Sep 24th, 2021 |
27:27
...a warehouse worker about motivation, and Big Tech
This is a conversation with my brother, Mark Stowell, about how the world of work has changed over the last 40 years for those on the shop floor working in manufacturing and logistics. What is it like working in a 24-hour high-tech environment in contrast to one with deadlines and mass orders? What is it like when computers and technology drive rates of performance and standards, instead of human beings? How does this affect the motivation of people who work in these environments and the relationships we build? Indeed, does it make a difference to who wants to work there?
The backdrop to our chat is that, for the last two years Mark has worked in the shipping department at a large Amazon Fulfilment Centre, and when Amazon arrived in the local area and created several hundred new jobs in 2019, I was surprised to learn (contrary to all I’d previously heard) that the contract terms, wages and working conditions were good; and better than most other places offering unskilled work.
In this conversation, Mark covers in fascinating detail some of the routine aspects of the various jobs he’s done over the years, and through his analysis of how the workplace has changed, offers an insight to the human consequences of relying on and giving more authority to machines. The question it left me with is – what can or should we do about this? Because whilst we are motivated by the benefits of greater productivity and convenience that technology brings, the workplace is also where we build relationships and stronger local communities, without which we can't survive.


Work task:
I need the number of lines in the listing below that contain "curve", and only that number.
=== Begin Enclosure ===
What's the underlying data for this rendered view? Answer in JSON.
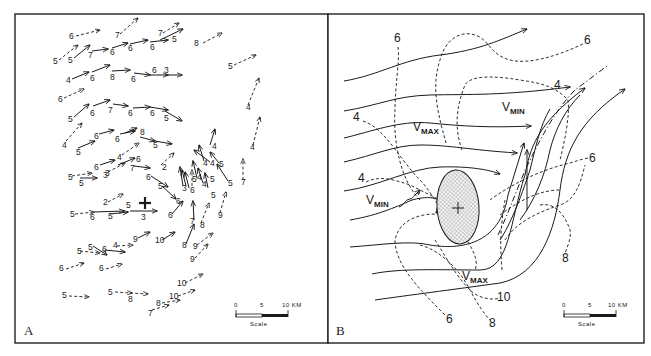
{
  "figure": {
    "panel_a": {
      "letter": "A",
      "scale": {
        "ticks": [
          "0",
          "5",
          "10 KM"
        ],
        "label": "Scale"
      },
      "center_marker": "+",
      "vector_labels": [
        {
          "t": "6",
          "x": 69,
          "y": 39
        },
        {
          "t": "7",
          "x": 115,
          "y": 38
        },
        {
          "t": "7",
          "x": 158,
          "y": 36
        },
        {
          "t": "5",
          "x": 53,
          "y": 64
        },
        {
          "t": "5",
          "x": 68,
          "y": 63
        },
        {
          "t": "7",
          "x": 88,
          "y": 58
        },
        {
          "t": "6",
          "x": 110,
          "y": 55
        },
        {
          "t": "6",
          "x": 128,
          "y": 51
        },
        {
          "t": "6",
          "x": 150,
          "y": 50
        },
        {
          "t": "5",
          "x": 172,
          "y": 42
        },
        {
          "t": "8",
          "x": 194,
          "y": 46
        },
        {
          "t": "4",
          "x": 66,
          "y": 83
        },
        {
          "t": "6",
          "x": 90,
          "y": 81
        },
        {
          "t": "8",
          "x": 110,
          "y": 80
        },
        {
          "t": "6",
          "x": 131,
          "y": 82
        },
        {
          "t": "6",
          "x": 152,
          "y": 73
        },
        {
          "t": "3",
          "x": 164,
          "y": 73
        },
        {
          "t": "5",
          "x": 228,
          "y": 69
        },
        {
          "t": "6",
          "x": 58,
          "y": 102
        },
        {
          "t": "5",
          "x": 68,
          "y": 122
        },
        {
          "t": "6",
          "x": 90,
          "y": 116
        },
        {
          "t": "7",
          "x": 108,
          "y": 113
        },
        {
          "t": "6",
          "x": 128,
          "y": 116
        },
        {
          "t": "6",
          "x": 150,
          "y": 116
        },
        {
          "t": "5",
          "x": 164,
          "y": 121
        },
        {
          "t": "4",
          "x": 246,
          "y": 110
        },
        {
          "t": "4",
          "x": 250,
          "y": 150
        },
        {
          "t": "4",
          "x": 62,
          "y": 148
        },
        {
          "t": "6",
          "x": 94,
          "y": 139
        },
        {
          "t": "6",
          "x": 115,
          "y": 142
        },
        {
          "t": "8",
          "x": 140,
          "y": 135
        },
        {
          "t": "5",
          "x": 76,
          "y": 155
        },
        {
          "t": "5",
          "x": 153,
          "y": 148
        },
        {
          "t": "4",
          "x": 117,
          "y": 160
        },
        {
          "t": "6",
          "x": 136,
          "y": 162
        },
        {
          "t": "4",
          "x": 212,
          "y": 149
        },
        {
          "t": "6",
          "x": 94,
          "y": 170
        },
        {
          "t": "3",
          "x": 105,
          "y": 176
        },
        {
          "t": "7",
          "x": 130,
          "y": 171
        },
        {
          "t": "2",
          "x": 162,
          "y": 170
        },
        {
          "t": "4",
          "x": 203,
          "y": 166
        },
        {
          "t": "4",
          "x": 210,
          "y": 166
        },
        {
          "t": "5",
          "x": 219,
          "y": 167
        },
        {
          "t": "6",
          "x": 146,
          "y": 180
        },
        {
          "t": "5",
          "x": 68,
          "y": 180
        },
        {
          "t": "5",
          "x": 79,
          "y": 186
        },
        {
          "t": "3",
          "x": 103,
          "y": 178
        },
        {
          "t": "5",
          "x": 158,
          "y": 189
        },
        {
          "t": "3",
          "x": 182,
          "y": 191
        },
        {
          "t": "6",
          "x": 190,
          "y": 193
        },
        {
          "t": "5",
          "x": 192,
          "y": 182
        },
        {
          "t": "4",
          "x": 197,
          "y": 180
        },
        {
          "t": "4",
          "x": 202,
          "y": 187
        },
        {
          "t": "5",
          "x": 210,
          "y": 182
        },
        {
          "t": "5",
          "x": 228,
          "y": 186
        },
        {
          "t": "7",
          "x": 241,
          "y": 185
        },
        {
          "t": "6",
          "x": 176,
          "y": 204
        },
        {
          "t": "5",
          "x": 211,
          "y": 198
        },
        {
          "t": "9",
          "x": 218,
          "y": 218
        },
        {
          "t": "2",
          "x": 103,
          "y": 205
        },
        {
          "t": "5",
          "x": 126,
          "y": 208
        },
        {
          "t": "5",
          "x": 70,
          "y": 217
        },
        {
          "t": "6",
          "x": 90,
          "y": 220
        },
        {
          "t": "5",
          "x": 108,
          "y": 219
        },
        {
          "t": "3",
          "x": 141,
          "y": 220
        },
        {
          "t": "6",
          "x": 168,
          "y": 218
        },
        {
          "t": "7",
          "x": 190,
          "y": 224
        },
        {
          "t": "8",
          "x": 200,
          "y": 228
        },
        {
          "t": "9",
          "x": 133,
          "y": 242
        },
        {
          "t": "10",
          "x": 155,
          "y": 243
        },
        {
          "t": "8",
          "x": 182,
          "y": 248
        },
        {
          "t": "9",
          "x": 193,
          "y": 249
        },
        {
          "t": "9",
          "x": 190,
          "y": 262
        },
        {
          "t": "5",
          "x": 88,
          "y": 250
        },
        {
          "t": "5",
          "x": 77,
          "y": 254
        },
        {
          "t": "6",
          "x": 102,
          "y": 252
        },
        {
          "t": "4",
          "x": 113,
          "y": 248
        },
        {
          "t": "6",
          "x": 59,
          "y": 271
        },
        {
          "t": "6",
          "x": 99,
          "y": 271
        },
        {
          "t": "10",
          "x": 177,
          "y": 286
        },
        {
          "t": "10",
          "x": 169,
          "y": 299
        },
        {
          "t": "5",
          "x": 62,
          "y": 298
        },
        {
          "t": "5",
          "x": 108,
          "y": 295
        },
        {
          "t": "8",
          "x": 128,
          "y": 302
        },
        {
          "t": "8",
          "x": 156,
          "y": 306
        },
        {
          "t": "7",
          "x": 148,
          "y": 316
        }
      ]
    },
    "panel_b": {
      "letter": "B",
      "scale": {
        "ticks": [
          "0",
          "5",
          "10 KM"
        ],
        "label": "Scale"
      },
      "center_marker": "+",
      "contour_labels": [
        {
          "t": "6",
          "x": 394,
          "y": 42
        },
        {
          "t": "6",
          "x": 584,
          "y": 44
        },
        {
          "t": "4",
          "x": 554,
          "y": 89
        },
        {
          "t": "4",
          "x": 353,
          "y": 121
        },
        {
          "t": "6",
          "x": 589,
          "y": 162
        },
        {
          "t": "4",
          "x": 358,
          "y": 182
        },
        {
          "t": "8",
          "x": 562,
          "y": 262
        },
        {
          "t": "10",
          "x": 497,
          "y": 301
        },
        {
          "t": "6",
          "x": 446,
          "y": 323
        },
        {
          "t": "8",
          "x": 489,
          "y": 327
        }
      ],
      "annotations": [
        {
          "t": "V",
          "sub": "MAX",
          "x": 413,
          "y": 131
        },
        {
          "t": "V",
          "sub": "MIN",
          "x": 502,
          "y": 111
        },
        {
          "t": "V",
          "sub": "MIN",
          "x": 366,
          "y": 204
        },
        {
          "t": "V",
          "sub": "MAX",
          "x": 462,
          "y": 280
        }
      ]
    }
  }
}
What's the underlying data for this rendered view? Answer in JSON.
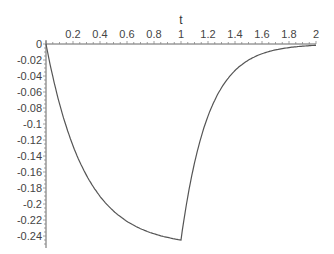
{
  "chart_data": {
    "type": "line",
    "title": "",
    "xlabel": "t",
    "ylabel": "",
    "xlim": [
      0,
      2
    ],
    "ylim": [
      -0.25,
      0
    ],
    "grid": false,
    "legend": null,
    "x_ticks": [
      "0.2",
      "0.4",
      "0.6",
      "0.8",
      "1",
      "1.2",
      "1.4",
      "1.6",
      "1.8",
      "2"
    ],
    "y_ticks": [
      "0",
      "-0.02",
      "-0.04",
      "-0.06",
      "-0.08",
      "-0.1",
      "-0.12",
      "-0.14",
      "-0.16",
      "-0.18",
      "-0.2",
      "-0.22",
      "-0.24"
    ],
    "series": [
      {
        "name": "curve",
        "x": [
          0,
          0.05,
          0.1,
          0.15,
          0.2,
          0.3,
          0.4,
          0.5,
          0.6,
          0.7,
          0.8,
          0.9,
          1.0,
          1.05,
          1.1,
          1.15,
          1.2,
          1.3,
          1.4,
          1.5,
          1.6,
          1.7,
          1.8,
          1.9,
          2.0
        ],
        "y": [
          0,
          -0.048,
          -0.087,
          -0.118,
          -0.143,
          -0.18,
          -0.204,
          -0.22,
          -0.23,
          -0.237,
          -0.241,
          -0.243,
          -0.245,
          -0.19,
          -0.148,
          -0.115,
          -0.089,
          -0.054,
          -0.033,
          -0.02,
          -0.012,
          -0.007,
          -0.004,
          -0.003,
          -0.002
        ]
      }
    ]
  }
}
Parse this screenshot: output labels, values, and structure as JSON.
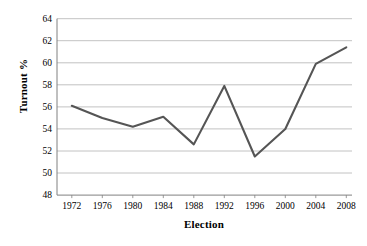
{
  "chart_data": {
    "type": "line",
    "title": "",
    "xlabel": "Election",
    "ylabel": "Turnout %",
    "categories": [
      "1972",
      "1976",
      "1980",
      "1984",
      "1988",
      "1992",
      "1996",
      "2000",
      "2004",
      "2008"
    ],
    "values": [
      56.1,
      55.0,
      54.2,
      55.1,
      52.6,
      57.9,
      51.5,
      54.0,
      59.9,
      61.4
    ],
    "series": [
      {
        "name": "Turnout %",
        "values": [
          56.1,
          55.0,
          54.2,
          55.1,
          52.6,
          57.9,
          51.5,
          54.0,
          59.9,
          61.4
        ]
      }
    ],
    "ylim": [
      48,
      64
    ],
    "yticks": [
      48,
      50,
      52,
      54,
      56,
      58,
      60,
      62,
      64
    ],
    "ytick_labels": [
      "48",
      "50",
      "52",
      "54",
      "56",
      "58",
      "60",
      "62",
      "64"
    ],
    "xtick_labels": [
      "1972",
      "1976",
      "1980",
      "1984",
      "1988",
      "1992",
      "1996",
      "2000",
      "2004",
      "2008"
    ],
    "grid": "horizontal",
    "legend": "none",
    "line_color": "#555555",
    "grid_color": "#b3b3b3",
    "axis_color": "#808080",
    "background_color": "#ffffff"
  }
}
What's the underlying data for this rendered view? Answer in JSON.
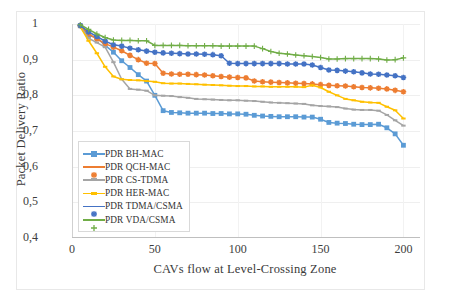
{
  "chart_data": {
    "type": "line",
    "title": "",
    "xlabel": "CAVs flow at Level-Crossing Zone",
    "ylabel": "Packet Delivery Ratio",
    "xlim": [
      0,
      210
    ],
    "ylim": [
      0.4,
      1.0
    ],
    "xticks": [
      "0",
      "50",
      "100",
      "150",
      "200"
    ],
    "xtick_values": [
      0,
      50,
      100,
      150,
      200
    ],
    "yticks": [
      "0,4",
      "0,5",
      "0,6",
      "0,7",
      "0,8",
      "0,9",
      "1"
    ],
    "ytick_values": [
      0.4,
      0.5,
      0.6,
      0.7,
      0.8,
      0.9,
      1.0
    ],
    "grid": true,
    "legend_position": "lower-left-inside",
    "x": [
      5,
      10,
      15,
      20,
      25,
      30,
      35,
      40,
      45,
      50,
      55,
      60,
      65,
      70,
      75,
      80,
      85,
      90,
      95,
      100,
      105,
      110,
      115,
      120,
      125,
      130,
      135,
      140,
      145,
      150,
      155,
      160,
      165,
      170,
      175,
      180,
      185,
      190,
      195,
      200
    ],
    "series": [
      {
        "name": "PDR BH-MAC",
        "color": "#5B9BD5",
        "marker": "square",
        "values": [
          0.995,
          0.968,
          0.962,
          0.94,
          0.921,
          0.897,
          0.878,
          0.858,
          0.84,
          0.8,
          0.757,
          0.752,
          0.751,
          0.75,
          0.75,
          0.75,
          0.749,
          0.749,
          0.748,
          0.748,
          0.747,
          0.744,
          0.742,
          0.741,
          0.74,
          0.74,
          0.74,
          0.739,
          0.739,
          0.733,
          0.724,
          0.722,
          0.721,
          0.719,
          0.718,
          0.718,
          0.719,
          0.709,
          0.692,
          0.66
        ]
      },
      {
        "name": "PDR QCH-MAC",
        "color": "#ED7D31",
        "marker": "star",
        "values": [
          0.995,
          0.972,
          0.958,
          0.945,
          0.935,
          0.925,
          0.912,
          0.9,
          0.89,
          0.889,
          0.862,
          0.86,
          0.859,
          0.859,
          0.858,
          0.857,
          0.855,
          0.853,
          0.851,
          0.85,
          0.849,
          0.84,
          0.838,
          0.837,
          0.836,
          0.835,
          0.834,
          0.833,
          0.832,
          0.83,
          0.828,
          0.827,
          0.826,
          0.824,
          0.822,
          0.821,
          0.82,
          0.818,
          0.814,
          0.81
        ]
      },
      {
        "name": "PDR CS-TDMA",
        "color": "#A5A5A5",
        "marker": "dash",
        "values": [
          0.993,
          0.96,
          0.948,
          0.935,
          0.893,
          0.845,
          0.818,
          0.816,
          0.813,
          0.8,
          0.799,
          0.798,
          0.795,
          0.793,
          0.79,
          0.789,
          0.788,
          0.787,
          0.786,
          0.786,
          0.785,
          0.784,
          0.782,
          0.78,
          0.779,
          0.778,
          0.777,
          0.776,
          0.772,
          0.77,
          0.769,
          0.767,
          0.763,
          0.76,
          0.759,
          0.759,
          0.757,
          0.745,
          0.73,
          0.715
        ]
      },
      {
        "name": "PDR HER-MAC",
        "color": "#FFC000",
        "marker": "dash",
        "values": [
          0.992,
          0.953,
          0.918,
          0.88,
          0.853,
          0.845,
          0.843,
          0.842,
          0.84,
          0.838,
          0.834,
          0.833,
          0.833,
          0.832,
          0.831,
          0.83,
          0.829,
          0.828,
          0.827,
          0.826,
          0.826,
          0.825,
          0.825,
          0.824,
          0.824,
          0.824,
          0.824,
          0.823,
          0.828,
          0.822,
          0.81,
          0.8,
          0.79,
          0.786,
          0.782,
          0.78,
          0.779,
          0.768,
          0.758,
          0.735
        ]
      },
      {
        "name": "PDR TDMA/CSMA",
        "color": "#4472C4",
        "marker": "star",
        "values": [
          0.996,
          0.978,
          0.965,
          0.952,
          0.942,
          0.938,
          0.932,
          0.928,
          0.924,
          0.921,
          0.919,
          0.918,
          0.917,
          0.916,
          0.916,
          0.915,
          0.914,
          0.911,
          0.89,
          0.889,
          0.889,
          0.889,
          0.889,
          0.889,
          0.889,
          0.888,
          0.888,
          0.888,
          0.885,
          0.878,
          0.871,
          0.87,
          0.868,
          0.866,
          0.863,
          0.86,
          0.859,
          0.857,
          0.855,
          0.85
        ]
      },
      {
        "name": "PDR VDA/CSMA",
        "color": "#70AD47",
        "marker": "plus",
        "values": [
          0.998,
          0.985,
          0.972,
          0.962,
          0.955,
          0.954,
          0.954,
          0.953,
          0.953,
          0.94,
          0.94,
          0.94,
          0.94,
          0.939,
          0.939,
          0.939,
          0.939,
          0.938,
          0.938,
          0.938,
          0.938,
          0.938,
          0.931,
          0.923,
          0.918,
          0.916,
          0.913,
          0.911,
          0.909,
          0.906,
          0.902,
          0.902,
          0.903,
          0.903,
          0.903,
          0.903,
          0.902,
          0.899,
          0.9,
          0.905
        ]
      }
    ]
  }
}
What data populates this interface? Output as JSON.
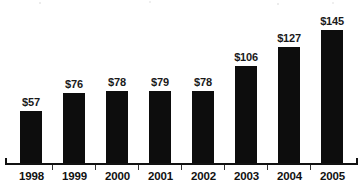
{
  "chart_data": {
    "type": "bar",
    "title": "",
    "subtitle": "",
    "xlabel": "",
    "ylabel": "",
    "categories": [
      "1998",
      "1999",
      "2000",
      "2001",
      "2002",
      "2003",
      "2004",
      "2005"
    ],
    "values": [
      57,
      76,
      78,
      79,
      78,
      106,
      127,
      145
    ],
    "data_labels": [
      "$57",
      "$76",
      "$78",
      "$79",
      "$78",
      "$106",
      "$127",
      "$145"
    ],
    "value_prefix": "$",
    "ylim": [
      0,
      160
    ],
    "grid": false,
    "legend": null,
    "legend_position": "none",
    "axis": {
      "x_axis_visible": true,
      "y_axis_visible": false,
      "tick_marks": true
    },
    "colors": {
      "bar": "#0d0d0d",
      "background": "#ffffff",
      "axis": "#111111",
      "label_text": "#1a1a1a"
    }
  }
}
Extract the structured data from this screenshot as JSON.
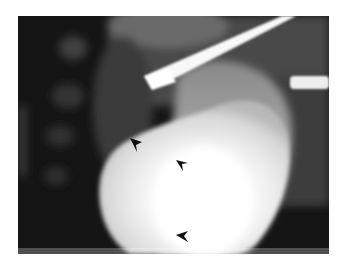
{
  "image": {
    "kind": "fluoroscopic radiograph",
    "frame": {
      "x": 18,
      "y": 16,
      "width": 311,
      "height": 238
    },
    "background_color": "#ffffff",
    "colors": {
      "dark_background": "#151515",
      "soft_tissue": "#5a5a5a",
      "contrast_organ": "#f4f4f4",
      "instrument": "#f8f8f8",
      "arrowhead": "#111111"
    },
    "elements": {
      "instrument_diagonal": "white rod entering from upper right, tip at upper center",
      "instrument_horizontal": "short white rod at right edge",
      "organ": "large bright contrast-filled structure occupying lower center",
      "spine": "faint vertebral bodies along left side"
    },
    "arrowheads": [
      {
        "x": 136,
        "y": 145,
        "direction": "down"
      },
      {
        "x": 183,
        "y": 159,
        "direction": "left"
      },
      {
        "x": 182,
        "y": 233,
        "direction": "left"
      }
    ]
  }
}
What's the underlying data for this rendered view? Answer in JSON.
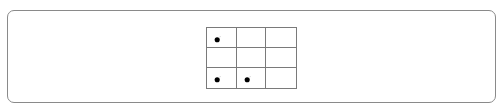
{
  "board": {
    "rows": 3,
    "cols": 3,
    "cells": [
      [
        {
          "bomb": true
        },
        {
          "bomb": false
        },
        {
          "bomb": false
        }
      ],
      [
        {
          "bomb": false
        },
        {
          "bomb": false
        },
        {
          "bomb": false
        }
      ],
      [
        {
          "bomb": true
        },
        {
          "bomb": true
        },
        {
          "bomb": false
        }
      ]
    ]
  },
  "colors": {
    "border": "#7a7a7a",
    "bomb": "#000000",
    "background": "#ffffff"
  }
}
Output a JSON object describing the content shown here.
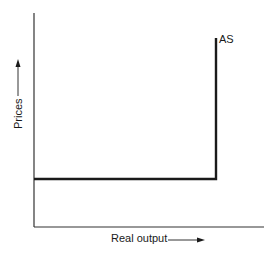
{
  "chart_data": {
    "type": "line",
    "title": "",
    "xlabel": "Real output",
    "ylabel": "Prices",
    "grid": false,
    "legend": null,
    "series": [
      {
        "name": "AS",
        "description": "Reverse-L (Keynesian) aggregate supply: horizontal at a fixed price level until full-employment output, then vertical",
        "points": [
          {
            "x": 0,
            "y": 0.3
          },
          {
            "x": 0.8,
            "y": 0.3
          },
          {
            "x": 0.8,
            "y": 0.9
          }
        ]
      }
    ],
    "annotations": [
      {
        "text": "AS",
        "x": 0.82,
        "y": 0.9
      }
    ],
    "xlim": [
      0,
      1
    ],
    "ylim": [
      0,
      1
    ],
    "ticks": "none"
  },
  "labels": {
    "curve": "AS",
    "x_axis": "Real output",
    "y_axis": "Prices"
  }
}
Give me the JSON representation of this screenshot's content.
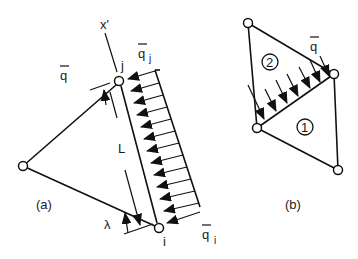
{
  "figure_a": {
    "label": "(a)",
    "axis_label": "x'",
    "length_label": "L",
    "coord_label": "λ",
    "load_label": "q",
    "load_j_label": "q",
    "load_j_sub": "j",
    "load_i_label": "q",
    "load_i_sub": "i",
    "node_j": "j",
    "node_i": "i"
  },
  "figure_b": {
    "label": "(b)",
    "load_label": "q",
    "element_1": "1",
    "element_2": "2"
  },
  "colors": {
    "stroke": "#111111",
    "background": "#ffffff"
  }
}
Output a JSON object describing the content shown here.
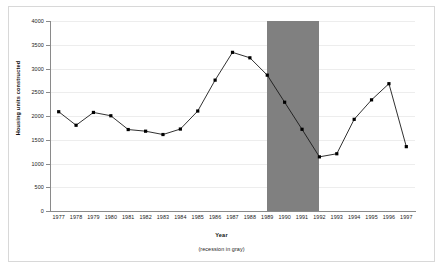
{
  "chart_data": {
    "type": "line",
    "title": "",
    "xlabel": "Year",
    "ylabel": "Housing units constructed",
    "caption": "(recession in gray)",
    "categories": [
      1977,
      1978,
      1979,
      1980,
      1981,
      1982,
      1983,
      1984,
      1985,
      1986,
      1987,
      1988,
      1989,
      1990,
      1991,
      1992,
      1993,
      1994,
      1995,
      1996,
      1997
    ],
    "values": [
      2090,
      1805,
      2075,
      2005,
      1715,
      1680,
      1610,
      1725,
      2105,
      2755,
      3340,
      3225,
      2860,
      2290,
      1720,
      1140,
      1205,
      1930,
      2340,
      2680,
      1355
    ],
    "series": [
      {
        "name": "Housing units constructed",
        "values": [
          2090,
          1805,
          2075,
          2005,
          1715,
          1680,
          1610,
          1725,
          2105,
          2755,
          3340,
          3225,
          2860,
          2290,
          1720,
          1140,
          1205,
          1930,
          2340,
          2680,
          1355
        ]
      }
    ],
    "xlim": [
      1976.5,
      1997.5
    ],
    "ylim": [
      0,
      4000
    ],
    "ytick_labels": [
      "0",
      "500",
      "1000",
      "1500",
      "2000",
      "2500",
      "3000",
      "3500",
      "4000"
    ],
    "ytick_values": [
      0,
      500,
      1000,
      1500,
      2000,
      2500,
      3000,
      3500,
      4000
    ],
    "xtick_labels": [
      "1977",
      "1978",
      "1979",
      "1980",
      "1981",
      "1982",
      "1983",
      "1984",
      "1985",
      "1986",
      "1987",
      "1988",
      "1989",
      "1990",
      "1991",
      "1992",
      "1993",
      "1994",
      "1995",
      "1996",
      "1997"
    ],
    "grid": true,
    "legend": "none",
    "marker": "square",
    "line_color": "#1a1a1a",
    "marker_color": "#000000",
    "grid_color": "#ededed",
    "axis_color": "#8a8a8a",
    "annotations": [
      {
        "type": "shaded-band",
        "label": "recession",
        "color": "#808080",
        "x_start": 1989,
        "x_end": 1992,
        "y_start": 0,
        "y_end": 4000
      }
    ]
  }
}
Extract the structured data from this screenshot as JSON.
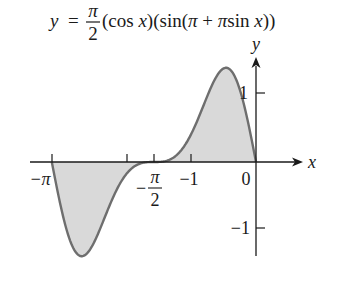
{
  "title": {
    "lhs": "y",
    "equals": "=",
    "frac_num": "π",
    "frac_den": "2",
    "rest_1": "(cos ",
    "rest_x1": "x",
    "rest_2": ")(sin(",
    "rest_pi1": "π",
    "rest_plus": " + ",
    "rest_pi2": "π",
    "rest_3": "sin ",
    "rest_x2": "x",
    "rest_4": "))"
  },
  "axes": {
    "x_label": "x",
    "y_label": "y",
    "x_ticks": [
      {
        "value": -3.14159,
        "label": "−π"
      },
      {
        "value": -1.98,
        "label": ""
      },
      {
        "value": -1.5708,
        "label_num": "π",
        "label_den": "2",
        "label_sign": "−"
      },
      {
        "value": -1,
        "label": "−1"
      },
      {
        "value": 0,
        "label": "0"
      }
    ],
    "y_ticks": [
      {
        "value": 1,
        "label": "1"
      },
      {
        "value": -1,
        "label": "−1"
      }
    ]
  },
  "colors": {
    "curve": "#6e6e6e",
    "fill": "#d9d9d9",
    "axis": "#1a1a1a"
  },
  "chart_data": {
    "type": "line",
    "xlabel": "x",
    "ylabel": "y",
    "function": "(pi/2)*cos(x)*sin(pi + pi*sin(x))",
    "domain": [
      -3.14159,
      0
    ],
    "xlim": [
      -3.3,
      0.75
    ],
    "ylim": [
      -1.45,
      1.6
    ],
    "grid": false,
    "shaded_region": "area between curve and x-axis on [-π, 0]",
    "x": [
      -3.1416,
      -2.9,
      -2.7,
      -2.6,
      -2.5,
      -2.3,
      -2.1,
      -1.9,
      -1.7,
      -1.5708,
      -1.4,
      -1.2,
      -1.0,
      -0.8,
      -0.6,
      -0.5,
      -0.4,
      -0.2,
      0
    ],
    "y": [
      0,
      -0.95,
      -1.37,
      -1.4,
      -1.31,
      -0.88,
      -0.41,
      -0.1,
      -0.01,
      0,
      0.01,
      0.11,
      0.41,
      0.88,
      1.32,
      1.4,
      1.37,
      0.95,
      0
    ],
    "extrema": [
      {
        "type": "min",
        "x": -2.6,
        "y": -1.4
      },
      {
        "type": "max",
        "x": -0.54,
        "y": 1.4
      }
    ]
  },
  "layout": {
    "origin_px": [
      256,
      162
    ],
    "x_unit_px": 65,
    "y_unit_px": 68
  }
}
=== End Enclosure ===
Task result:
4